Featuring one hundred works by almost fifty different artists, the exhibition focuses on the period before, during and after Glasnost and Perestroika, examining the profound influence that Gorbachev’s liberalising reforms had on the art that was being made at this transformative moment in the USSR’s history. Rather than offering an exhaustive survey, the exhibition seeks to introduce Western audiences to the stylistic diversity, dynamic spirit and key exponents of the unofficial art of this period.
Encouraged by Gorbachev’s insistence on transparency and freedom of speech, Soviet artists in the primary centres of Moscow and Leningrad retaliated against the official, state-sanctioned art that had dominated the Soviet Union for decades and began to produce work which was radical, experimental, and provocative in intent. They developed artistic strategies which were often openly critical of the official institutions of Soviet culture and sought to communicate the reality of immediate lived experience in stark contrast to Soviet ideology’s nostalgia for a utopian past.
Glasnost: Soviet Non-Conformist Art from the 1980s examines the various strands of this vital underground movement. It bears witness to a radical change in aesthetics, an eclectic fusion of media and approach, and a political resistance to totalitarian power. Characterised by a new-found individualism, the work in this exhibition represents the sum of a number of different personal styles, from the conceptual and the analytic to the jocular and ironic. It features Eduard Gorokhovsky, Ivan Chuikov, Semyon Faibisovich, Aidan Salakhova and other key figures of the Moscow scene, as well as the most influential of the Leningrad-based New Artists, such as Timur Novikov and Sergei Bugaev (known as Afrika).

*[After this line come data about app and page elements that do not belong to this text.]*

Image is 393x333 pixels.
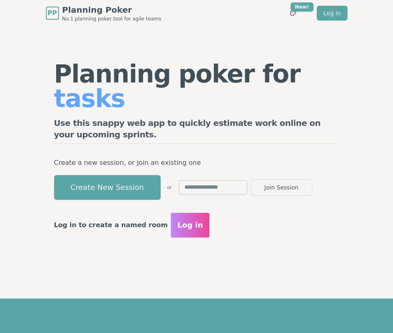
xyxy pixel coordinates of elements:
[54,117,340,144] h2: Use this snappy web app to quickly estimate work online on your upcoming sprints.
[178,219,203,231] span: Log in
[286,6,301,21] button: New!
[62,16,162,22] span: No.1 planning poker tool for agile teams
[291,2,314,11] div: New!
[171,213,210,238] button: Log in
[54,84,125,113] span: tasks
[167,184,172,191] span: or
[62,4,162,16] span: Planning Poker
[54,175,161,200] button: Create New Session
[54,157,340,169] p: Create a new session, or join an existing one
[54,219,168,231] p: Log in to create a named room
[48,8,57,18] span: PP
[46,4,162,22] a: PPPlanning PokerNo.1 planning poker tool for agile teams
[54,62,340,111] h1: Planning poker for
[251,179,313,196] button: Join Session
[317,6,347,21] a: Log in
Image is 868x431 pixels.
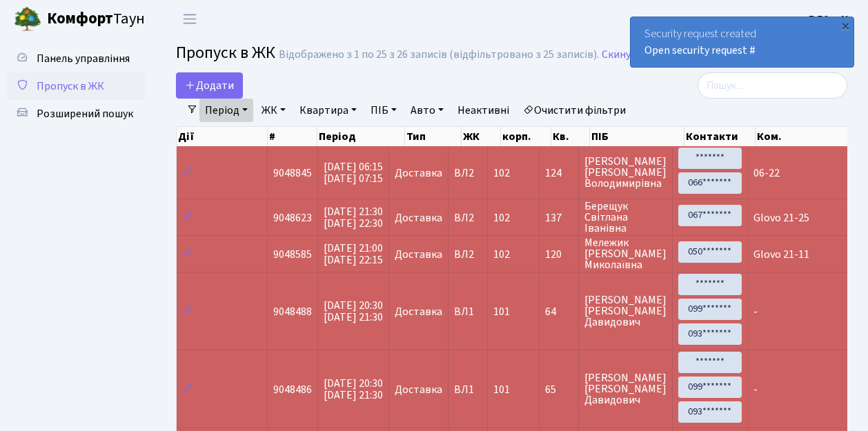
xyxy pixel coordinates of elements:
span: Доставка [395,384,442,395]
span: Берещук Світлана Іванівна [585,201,666,234]
span: Розширений пошук [37,106,133,122]
div: Security request created [630,18,853,67]
th: # [267,127,317,146]
span: Доставка [395,167,442,179]
span: 102 [494,166,510,180]
span: 9048623 [274,210,312,225]
span: [DATE] 21:00 [DATE] 22:15 [324,241,383,267]
span: 65 [545,384,573,395]
span: [DATE] 06:15 [DATE] 07:15 [324,159,383,186]
a: Open security request # [644,43,756,58]
span: Доставка [395,212,442,223]
span: ВЛ1 [454,306,481,317]
a: Розширений пошук [7,100,145,128]
th: корп. [501,127,551,146]
a: Панель управління [7,45,145,73]
span: [DATE] 20:30 [DATE] 21:30 [324,298,383,325]
b: Комфорт [47,8,113,30]
span: 101 [494,382,510,397]
a: Авто [405,99,449,122]
th: Період [317,127,405,146]
div: × [838,18,852,32]
span: Glovo 21-11 [753,247,809,262]
span: [DATE] 21:30 [DATE] 22:30 [324,204,383,231]
div: Відображено з 1 по 25 з 26 записів (відфільтровано з 25 записів). [279,48,599,61]
img: logo.png [14,5,41,33]
span: 102 [494,247,510,262]
a: Неактивні [452,99,515,122]
span: [PERSON_NAME] [PERSON_NAME] Давидович [585,372,666,406]
span: 9048585 [274,247,312,262]
span: 64 [545,306,573,317]
a: Пропуск в ЖК [7,73,145,100]
a: Квартира [294,99,362,122]
span: 9048486 [274,382,312,397]
input: Пошук... [698,73,847,99]
span: ВЛ2 [454,212,481,223]
button: Переключити навігацію [173,8,207,31]
th: Кв. [551,127,590,146]
span: 137 [545,212,573,223]
span: Glovo 21-25 [753,210,809,225]
span: 120 [545,249,573,260]
th: Тип [405,127,461,146]
span: Доставка [395,249,442,260]
span: ВЛ2 [454,249,481,260]
span: 9048488 [274,304,312,319]
a: Скинути [601,48,643,61]
span: [PERSON_NAME] [PERSON_NAME] Володимирівна [585,156,666,189]
span: 102 [494,210,510,225]
span: Таун [47,8,145,31]
span: Мележик [PERSON_NAME] Миколаївна [585,237,666,270]
span: - [753,382,758,397]
span: ВЛ2 [454,167,481,179]
a: ЖК [256,99,291,122]
span: 06-22 [753,166,779,180]
a: Період [199,99,253,122]
span: 101 [494,304,510,319]
a: Додати [176,73,243,99]
span: Пропуск в ЖК [37,79,104,94]
th: Контакти [685,127,755,146]
a: ПІБ [365,99,402,122]
span: ВЛ1 [454,384,481,395]
span: [PERSON_NAME] [PERSON_NAME] Давидович [585,294,666,328]
span: 9048845 [274,166,312,180]
span: 124 [545,167,573,179]
span: Пропуск в ЖК [176,40,275,65]
th: Дії [176,127,267,146]
span: [DATE] 20:30 [DATE] 21:30 [324,376,383,403]
span: Додати [185,78,234,93]
a: Очистити фільтри [517,99,631,122]
span: Панель управління [37,51,130,67]
th: ЖК [461,127,501,146]
span: - [753,304,758,319]
span: Доставка [395,306,442,317]
th: ПІБ [590,127,685,146]
a: ВЛ2 -. К. [808,11,851,27]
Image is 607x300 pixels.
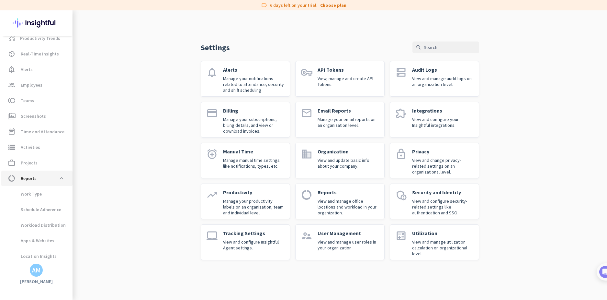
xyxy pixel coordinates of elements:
[206,230,218,241] i: laptop_mac
[412,230,474,236] p: Utilization
[223,239,285,250] p: View and configure Insightful Agent settings.
[201,42,230,52] p: Settings
[396,148,407,160] i: lock
[261,2,268,8] i: label
[1,170,73,186] a: data_usageReportsexpand_less
[412,116,474,128] p: View and configure your Insightful integrations.
[8,159,16,167] i: work_outline
[206,148,218,160] i: alarm_add
[301,107,313,119] i: email
[1,77,73,93] a: groupEmployees
[206,107,218,119] i: payment
[25,113,110,119] div: Add employees
[390,224,479,260] a: calculateUtilizationView and manage utilization calculation on organizational level.
[1,93,73,108] a: tollTeams
[1,139,73,155] a: storageActivities
[20,34,60,42] span: Productivity Trends
[318,66,379,73] p: API Tokens
[6,217,66,233] span: Workload Distribution
[21,112,46,120] span: Screenshots
[1,202,73,217] a: Schedule Adherence
[412,75,474,87] p: View and manage audit logs on an organization level.
[390,143,479,178] a: lockPrivacyView and change privacy-related settings on an organizational level.
[21,128,64,135] span: Time and Attendance
[301,230,313,241] i: supervisor_account
[223,230,285,236] p: Tracking Settings
[32,202,65,228] button: Messages
[25,182,75,189] button: Mark as completed
[8,128,16,135] i: event_note
[318,230,379,236] p: User Management
[223,198,285,215] p: Manage your productivity labels on an organization, team and individual level.
[8,97,16,104] i: toll
[8,143,16,151] i: storage
[1,155,73,170] a: work_outlineProjects
[396,66,407,78] i: dns
[223,107,285,114] p: Billing
[8,174,16,182] i: data_usage
[390,61,479,97] a: dnsAudit LogsView and manage audit logs on an organization level.
[396,107,407,119] i: extension
[25,151,113,169] div: Show me how
[318,116,379,128] p: Manage your email reports on an organization level.
[390,183,479,219] a: admin_panel_settingsSecurity and IdentityView and configure security-related settings like authen...
[21,159,38,167] span: Projects
[6,248,57,264] span: Location Insights
[318,107,379,114] p: Email Reports
[318,198,379,215] p: View and manage office locations and workload in your organization.
[412,189,474,195] p: Security and Identity
[412,157,474,175] p: View and change privacy-related settings on an organizational level.
[13,10,60,36] img: Insightful logo
[201,143,290,178] a: alarm_addManual TimeManage manual time settings like notifications, types, etc.
[6,85,23,92] p: 4 steps
[1,30,73,46] a: menu-itemProductivity Trends
[21,143,40,151] span: Activities
[21,50,59,58] span: Real-Time Insights
[6,233,54,248] span: Apps & Websites
[21,65,33,73] span: Alerts
[295,183,385,219] a: data_usageReportsView and manage office locations and workload in your organization.
[416,44,422,50] i: search
[9,25,121,48] div: 🎊 Welcome to Insightful! 🎊
[396,230,407,241] i: calculate
[320,2,347,8] a: Choose plan
[1,46,73,62] a: av_timerReal-Time Insights
[318,148,379,155] p: Organization
[1,62,73,77] a: notification_importantAlerts
[8,50,16,58] i: av_timer
[223,148,285,155] p: Manual Time
[25,123,113,151] div: It's time to add your employees! This is crucial since Insightful will start collecting their act...
[301,148,313,160] i: domain
[21,97,34,104] span: Teams
[201,61,290,97] a: notificationsAlertsManage your notifications related to attendance, security and shift scheduling
[223,116,285,134] p: Manage your subscriptions, billing details, and view or download invoices.
[295,143,385,178] a: domainOrganizationView and update basic info about your company.
[9,35,15,41] img: menu-item
[21,174,37,182] span: Reports
[38,218,60,223] span: Messages
[318,157,379,169] p: View and update basic info about your company.
[1,108,73,124] a: perm_mediaScreenshots
[412,107,474,114] p: Integrations
[390,102,479,137] a: extensionIntegrationsView and configure your Insightful integrations.
[201,224,290,260] a: laptop_macTracking SettingsView and configure Insightful Agent settings.
[396,189,407,201] i: admin_panel_settings
[106,218,120,223] span: Tasks
[23,68,33,78] img: Profile image for Tamara
[12,110,118,121] div: 1Add employees
[1,248,73,264] a: Location Insights
[1,186,73,202] a: Work Type
[412,198,474,215] p: View and configure security-related settings like authentication and SSO.
[412,66,474,73] p: Audit Logs
[6,202,61,217] span: Schedule Adherence
[21,81,42,89] span: Employees
[56,172,67,184] button: expand_less
[206,189,218,201] i: trending_up
[413,41,479,53] input: Search
[223,189,285,195] p: Productivity
[201,102,290,137] a: paymentBillingManage your subscriptions, billing details, and view or download invoices.
[32,267,41,273] div: AM
[301,66,313,78] i: vpn_key
[295,61,385,97] a: vpn_keyAPI TokensView, manage and create API Tokens.
[295,224,385,260] a: supervisor_accountUser ManagementView and manage user roles in your organization.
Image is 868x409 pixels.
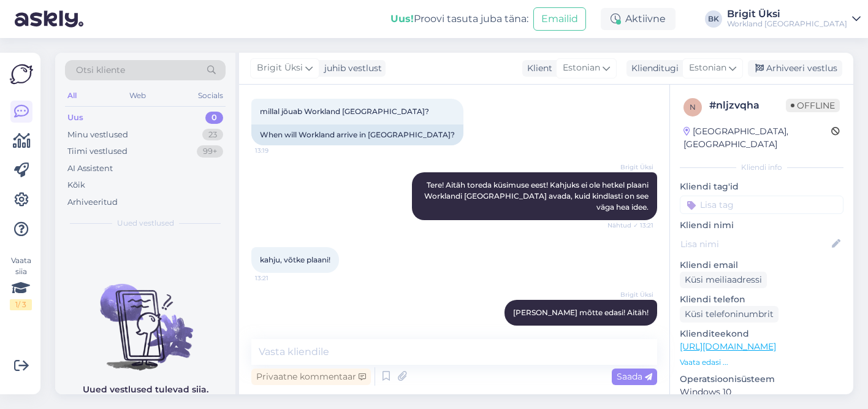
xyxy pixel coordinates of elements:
[608,163,653,172] span: Brigit Üksi
[10,254,32,310] div: Vaata siia
[533,7,586,31] button: Emailid
[627,62,678,75] div: Klienditugi
[726,19,847,29] div: Workland [GEOGRAPHIC_DATA]
[254,273,301,282] span: 13:21
[704,10,721,28] div: BK
[76,64,125,77] span: Otsi kliente
[196,88,225,104] div: Socials
[679,162,843,173] div: Kliendi info
[254,146,301,155] span: 13:19
[68,163,113,175] div: AI Assistent
[197,146,223,158] div: 99+
[117,217,174,228] span: Uued vestlused
[679,181,843,193] p: Kliendi tag'id
[55,261,235,372] img: No chats
[689,103,695,112] span: n
[679,385,843,398] p: Windows 10
[679,218,843,231] p: Kliendi nimi
[256,61,302,75] span: Brigit Üksi
[251,125,463,146] div: When will Workland arrive in [GEOGRAPHIC_DATA]?
[608,220,653,229] span: Nähtud ✓ 13:21
[65,88,79,104] div: All
[68,196,118,208] div: Arhiveeritud
[206,112,223,124] div: 0
[679,271,766,288] div: Küsi meiliaadressi
[679,293,843,305] p: Kliendi telefon
[522,62,552,75] div: Klient
[608,326,653,335] span: 13:21
[68,112,84,124] div: Uus
[726,9,847,19] div: Brigit Üksi
[688,61,726,75] span: Estonian
[68,129,128,141] div: Minu vestlused
[424,181,651,211] span: Tere! Aitäh toreda küsimuse eest! Kahjuks ei ole hetkel plaani Worklandi [GEOGRAPHIC_DATA] avada,...
[127,88,149,104] div: Web
[617,371,651,382] span: Saada
[68,179,85,192] div: Kõik
[259,254,330,264] span: kahju, võtke plaani!
[680,237,829,250] input: Lisa nimi
[563,61,600,75] span: Estonian
[68,146,128,158] div: Tiimi vestlused
[785,99,839,112] span: Offline
[683,125,831,151] div: [GEOGRAPHIC_DATA], [GEOGRAPHIC_DATA]
[679,340,775,351] a: [URL][DOMAIN_NAME]
[83,383,209,396] p: Uued vestlused tulevad siia.
[10,299,32,310] div: 1 / 3
[679,258,843,271] p: Kliendi email
[319,62,382,75] div: juhib vestlust
[679,305,778,322] div: Küsi telefoninumbrit
[513,307,649,316] span: [PERSON_NAME] mõtte edasi! Aitäh!
[10,63,33,86] img: Askly Logo
[679,327,843,340] p: Klienditeekond
[390,12,528,26] div: Proovi tasuta juba täna:
[608,289,653,299] span: Brigit Üksi
[203,129,223,141] div: 23
[679,196,843,213] input: Lisa tag
[679,372,843,385] p: Operatsioonisüsteem
[747,60,842,77] div: Arhiveeri vestlus
[259,107,429,116] span: millal jõuab Workland [GEOGRAPHIC_DATA]?
[708,98,785,113] div: # nljzvqha
[726,9,860,29] a: Brigit ÜksiWorkland [GEOGRAPHIC_DATA]
[251,368,371,385] div: Privaatne kommentaar
[601,8,675,30] div: Aktiivne
[679,356,843,367] p: Vaata edasi ...
[390,13,413,25] b: Uus!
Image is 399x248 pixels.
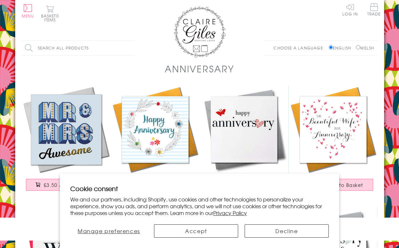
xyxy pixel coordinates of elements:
button: Menu [22,4,34,18]
p: Choose a language: [273,45,327,51]
a: Log In [342,3,358,16]
span: Trade [367,3,381,16]
input: Welsh [356,45,360,49]
label: Welsh [356,45,374,51]
button: Decline [244,224,329,238]
h1: Anniversary [165,62,234,75]
input: Search all products [22,41,135,55]
img: Wedding Card, Heart, Happy Anniversary, embellished with a fabric butterfly [200,85,288,174]
button: £3.50 Add to Basket [26,179,106,191]
p: We and our partners, including Shopify, use cookies and other technologies to personalize your ex... [70,196,329,216]
span: Manage preferences [78,227,140,235]
button: Manage preferences [70,224,147,238]
img: Wedding Card, Mr & Mrs Awesome, blue block letters, with gold foil [22,85,111,174]
button: Accept [154,224,238,238]
a: Wedding Card, Mr & Mrs Awesome, blue block letters, with gold foil £3.50 Add to Basket [22,85,111,197]
img: Wedding Card, Heart, Beautiful Wife Anniversary [288,85,377,174]
a: Wedding Card, Heart, Happy Anniversary, embellished with a fabric butterfly £3.50 Add to Basket [200,85,288,197]
a: Trade [367,3,381,17]
img: Wedding Card, Flower Circle, Happy Anniversary, Embellished with pompoms [111,85,200,174]
input: English [329,45,333,49]
input: Search [128,41,135,55]
h2: Cookie consent [70,184,329,193]
button: Basket0 items [41,5,59,22]
span: £3.50 Add to Basket [44,182,96,188]
img: Claire Giles Greetings Cards [174,6,225,58]
a: Wedding Card, Flower Circle, Happy Anniversary, Embellished with pompoms £3.75 Add to Basket [111,85,200,197]
span: 0 items [44,13,59,23]
a: Wedding Card, Heart, Beautiful Wife Anniversary £3.50 Add to Basket [288,85,377,197]
span: Menu [22,13,34,19]
label: English [329,45,354,51]
a: Privacy Policy [213,209,247,217]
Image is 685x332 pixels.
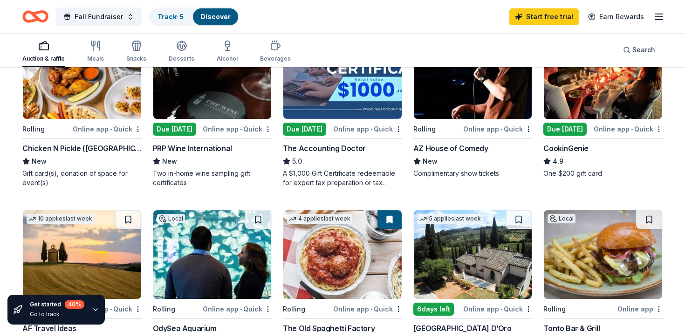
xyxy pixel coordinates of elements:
[543,123,587,136] div: Due [DATE]
[413,143,488,154] div: AZ House of Comedy
[200,13,231,21] a: Discover
[463,123,532,135] div: Online app Quick
[283,210,402,299] img: Image for The Old Spaghetti Factory
[153,30,272,187] a: Image for PRP Wine International12 applieslast weekDue [DATE]Online app•QuickPRP Wine Internation...
[153,30,272,119] img: Image for PRP Wine International
[75,11,123,22] span: Fall Fundraiser
[500,125,502,133] span: •
[413,123,436,135] div: Rolling
[414,210,532,299] img: Image for Villa Sogni D’Oro
[73,123,142,135] div: Online app Quick
[544,210,662,299] img: Image for Tonto Bar & Grill
[157,214,185,223] div: Local
[203,303,272,314] div: Online app Quick
[617,303,663,314] div: Online app
[30,310,84,318] div: Go to track
[615,41,663,59] button: Search
[22,6,48,27] a: Home
[544,30,662,119] img: Image for CookinGenie
[22,55,65,62] div: Auction & raffle
[632,44,655,55] span: Search
[23,210,141,299] img: Image for AF Travel Ideas
[22,30,142,187] a: Image for Chicken N Pickle (Glendale)1 applylast weekLocalRollingOnline app•QuickChicken N Pickle...
[370,305,372,313] span: •
[23,30,141,119] img: Image for Chicken N Pickle (Glendale)
[292,156,302,167] span: 5.0
[509,8,579,25] a: Start free trial
[543,169,663,178] div: One $200 gift card
[283,30,402,187] a: Image for The Accounting DoctorTop rated22 applieslast weekDue [DATE]Online app•QuickThe Accounti...
[547,214,575,223] div: Local
[413,169,533,178] div: Complimentary show tickets
[153,169,272,187] div: Two in-home wine sampling gift certificates
[543,30,663,178] a: Image for CookinGenieTop rated21 applieslast weekDue [DATE]Online app•QuickCookinGenie4.9One $200...
[110,125,112,133] span: •
[27,214,94,224] div: 10 applies last week
[333,123,402,135] div: Online app Quick
[32,156,47,167] span: New
[65,300,84,308] div: 40 %
[414,30,532,119] img: Image for AZ House of Comedy
[543,303,566,314] div: Rolling
[500,305,502,313] span: •
[217,36,238,67] button: Alcohol
[87,55,104,62] div: Meals
[553,156,563,167] span: 4.9
[149,7,239,26] button: Track· 5Discover
[423,156,437,167] span: New
[153,123,196,136] div: Due [DATE]
[413,302,454,315] div: 6 days left
[631,125,633,133] span: •
[240,305,242,313] span: •
[283,169,402,187] div: A $1,000 Gift Certificate redeemable for expert tax preparation or tax resolution services—recipi...
[217,55,238,62] div: Alcohol
[283,30,402,119] img: Image for The Accounting Doctor
[56,7,142,26] button: Fall Fundraiser
[153,143,232,154] div: PRP Wine International
[543,143,588,154] div: CookinGenie
[126,36,146,67] button: Snacks
[417,214,483,224] div: 5 applies last week
[169,36,194,67] button: Desserts
[260,55,291,62] div: Beverages
[582,8,649,25] a: Earn Rewards
[333,303,402,314] div: Online app Quick
[594,123,663,135] div: Online app Quick
[283,143,366,154] div: The Accounting Doctor
[162,156,177,167] span: New
[30,300,84,308] div: Get started
[413,30,533,178] a: Image for AZ House of Comedy3 applieslast weekLocalRollingOnline app•QuickAZ House of ComedyNewCo...
[153,303,175,314] div: Rolling
[22,36,65,67] button: Auction & raffle
[203,123,272,135] div: Online app Quick
[22,169,142,187] div: Gift card(s), donation of space for event(s)
[283,303,305,314] div: Rolling
[153,210,272,299] img: Image for OdySea Aquarium
[169,55,194,62] div: Desserts
[283,123,326,136] div: Due [DATE]
[22,123,45,135] div: Rolling
[157,13,184,21] a: Track· 5
[370,125,372,133] span: •
[287,214,352,224] div: 4 applies last week
[260,36,291,67] button: Beverages
[463,303,532,314] div: Online app Quick
[22,143,142,154] div: Chicken N Pickle ([GEOGRAPHIC_DATA])
[240,125,242,133] span: •
[126,55,146,62] div: Snacks
[87,36,104,67] button: Meals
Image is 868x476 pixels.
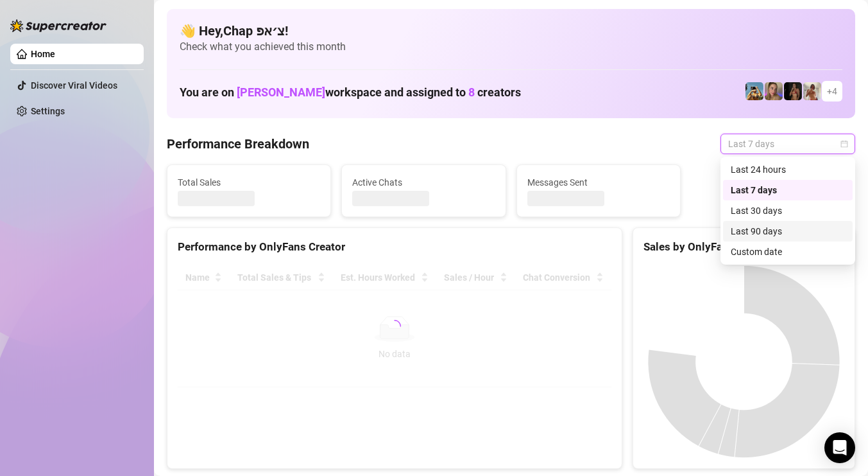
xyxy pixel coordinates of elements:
[178,238,612,256] div: Performance by OnlyFans Creator
[179,40,843,54] span: Check what you achieved this month
[729,134,848,154] span: Last 7 days
[825,432,855,463] div: Open Intercom Messenger
[388,320,401,332] span: loading
[178,175,320,190] span: Total Sales
[804,82,821,100] img: Green
[31,106,65,116] a: Settings
[643,238,845,256] div: Sales by OnlyFans Creator
[746,82,764,100] img: Babydanix
[840,140,849,148] span: calendar
[827,84,837,99] span: + 4
[731,245,845,259] div: Custom date
[765,82,783,100] img: Cherry
[10,19,107,32] img: logo-BBDzfeDw.svg
[731,204,845,218] div: Last 30 days
[31,80,118,90] a: Discover Viral Videos
[167,134,310,153] h4: Performance Breakdown
[237,85,326,99] span: [PERSON_NAME]
[468,85,475,99] span: 8
[724,221,853,241] div: Last 90 days
[724,180,853,200] div: Last 7 days
[352,175,495,190] span: Active Chats
[179,85,521,99] h1: You are on workspace and assigned to creators
[724,200,853,221] div: Last 30 days
[785,82,802,100] img: the_bohema
[731,224,845,238] div: Last 90 days
[724,160,853,180] div: Last 24 hours
[31,48,55,59] a: Home
[731,183,845,197] div: Last 7 days
[724,241,853,262] div: Custom date
[527,175,670,190] span: Messages Sent
[179,22,843,40] h4: 👋 Hey, Chap צ׳אפ !
[731,163,845,176] div: Last 24 hours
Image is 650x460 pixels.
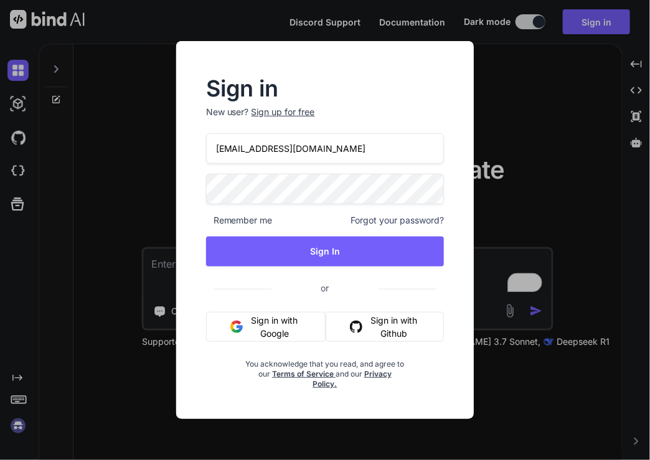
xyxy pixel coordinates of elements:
span: or [271,273,379,303]
a: Terms of Service [272,369,336,379]
img: google [230,321,243,333]
span: Remember me [206,214,273,227]
div: Sign up for free [252,106,315,118]
p: New user? [206,106,445,133]
input: Login or Email [206,133,445,164]
div: You acknowledge that you read, and agree to our and our [245,352,404,389]
img: github [350,321,362,333]
h2: Sign in [206,78,445,98]
button: Sign in with Google [206,312,326,342]
span: Forgot your password? [350,214,444,227]
button: Sign In [206,237,445,266]
a: Privacy Policy. [313,369,392,388]
button: Sign in with Github [326,312,444,342]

Artists such as Alexander Kosolapov and Komar & Melamid (who had emigrated to New York by the 1980s) practised Sots Art, reworking the myths and tropes of Socialist Realism with biting irony and a pop aesthetic inherited from the West; other émigré artists such as Ilya Kabakov and Erik Bulatov worked in the tradition of Moscow conceptualism, subtly exploring the intellectual manipulation of mass consciousness; a third group of artists spoke out without a Soviet accent, looking instead to European contemporary art for genuine relevance and meaning; yet another enriched the borrowed languages of the German Junge Wilde (‘wild youth’) and the French Figuration Libre (‘free figuration’) movements with images assimilated from the Russian avant-garde.
Assembled over the past decade, the paintings, sculpture, photographs and installations in this ground-breaking exhibition represent an attempt to deconstruct the historical context of the Glasnost/Perestroika era and to convey the artistic revolution enabled by the unprecedented social and political change that Russia underwent in the 1980s and early 1990s.